Cave
9:
This cave has a Chaitya gathering hall.
There are two early paintings, which survive.
Frieze Of Animals And Herdsmen
Naga Worshippers
Giant Horseshoe Window
There is
a Giant Horse-Shoe Window on the façade. The carving of this window suggests
that it copied a wooden structure of the same time. The pillars and the slanting
eight-sided columns are also copied from wooden structures of earlier times.
Cave 10:
This is of about the same time as cave 9. It has a similar
shape. The large chaitya gathering hall is 28.5m X 12.3m wide and 11m high. It
has a stupa shrine at the ambulating passage around the symbolic stupa.
King With His Retinue:
The paintings in this cave show resemblance with
the relief carvings at sanchi in central India of the 2nd century B.C. The painting
on the left wall shows the King with his Retinue, worshiping the Buddha tree.
The royal party stops at the stupa and then passes through a gateway.
SHAD-DANTA
JATAKA:
On the right wall are the series of large wall paintings. One
shows the Shada-danta jataka, with the Buddha in his elephant incarnation. This
is a crowded scene, but each figure is clearly distinguished from the other. The
whole crowd is in movement.
ELEPHANTAS IN JUNGLE:
In one scene
are shown Elephantas in the jungle, with a six-tusked elephant, which is supposed
to be a previous incarnation of the Buddha. The animals are beautifully drawn
and the large space of the forests, with its thick foliage and trees, is contrasted
to the houses on the side.
PRINCESS AND TUSK:
In the second scene,
the princess, seated on a stool, is shown fainting, because the six tusks of the
elephant are brought to the king. The queen has wished that the elephant be killed.
Now that his tusks are brought before the court, she faints at sight of them.

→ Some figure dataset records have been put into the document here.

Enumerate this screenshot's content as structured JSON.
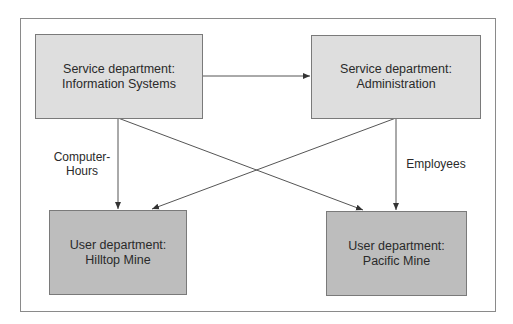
{
  "diagram": {
    "nodes": {
      "info_systems": {
        "line1": "Service department:",
        "line2": "Information Systems"
      },
      "administration": {
        "line1": "Service department:",
        "line2": "Administration"
      },
      "hilltop": {
        "line1": "User department:",
        "line2": "Hilltop Mine"
      },
      "pacific": {
        "line1": "User department:",
        "line2": "Pacific Mine"
      }
    },
    "edge_labels": {
      "computer_hours_line1": "Computer-",
      "computer_hours_line2": "Hours",
      "employees": "Employees"
    },
    "edges": [
      {
        "from": "info_systems",
        "to": "administration"
      },
      {
        "from": "info_systems",
        "to": "hilltop",
        "label": "Computer-Hours"
      },
      {
        "from": "info_systems",
        "to": "pacific"
      },
      {
        "from": "administration",
        "to": "hilltop"
      },
      {
        "from": "administration",
        "to": "pacific",
        "label": "Employees"
      }
    ],
    "colors": {
      "service_fill": "#dedede",
      "user_fill": "#bdbdbd",
      "line": "#555555"
    }
  }
}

The drama is manifestly painted.
THE BUDDHISATTVA ON THE PILLAR:
One of the earliest masterpieces of the 1st century B.C. or 1st century A.D. has
the simplicity, tenderness and grace of the early archaic art of Ajanta. The gracious
figure in the pink and buff cloak surrounded by green aureole is emerging to cast
blessings on mankind. Two monks kneel by his feet and the flying angels above
his black head indicate that they are going to lift him to heaven. The umbrella
on the top is symbolic of the protection he offers to all.
BUDDHA AND THE
ONE-EYED MONK:
The painting Buddha and the one-eyed-monk show the devotion
of the followers of the Enlightened one. The face and figure of the Buddha here
as well as of the monk seem to be echoes of the heavy physical types of Gandhara
art of northwest India. Only the flowing draperies have softened their contours.

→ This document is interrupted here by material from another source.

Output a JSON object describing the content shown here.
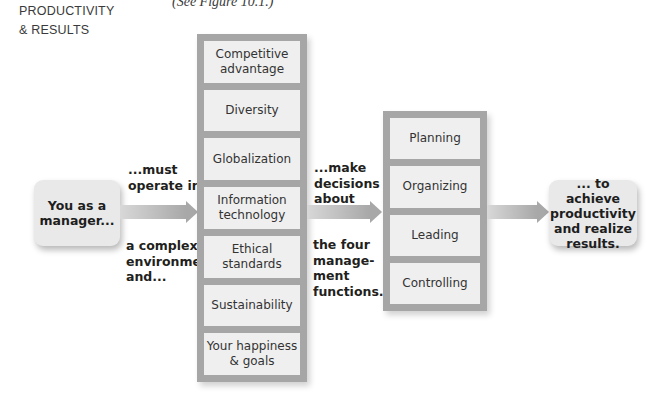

The aureole on the buddha's head and the closed eyes show a dreamy calm.
SHYAMA
JATAKA:
The Shyama-Jataka on a wall in this cave relates the story of
where the bodhisattava was born as son of two blind parents, a hunter and his
wife.
CAVE 11
TRANSITION FROM HINAYANA TO MAHAYANA:
The Buddha in shrine of cave 11 is one of the earliest images at Ajanta. The important
fact about this Buddha is that it is attached to a stupa. This means a compromise
between stupa worship and image worship.
This cave is interesting, because
it shows the transition from the earlier Hinayana to the later Mahayana Buddhist
phase of worship. The round stupa has the images of the Buddha to its bare girth.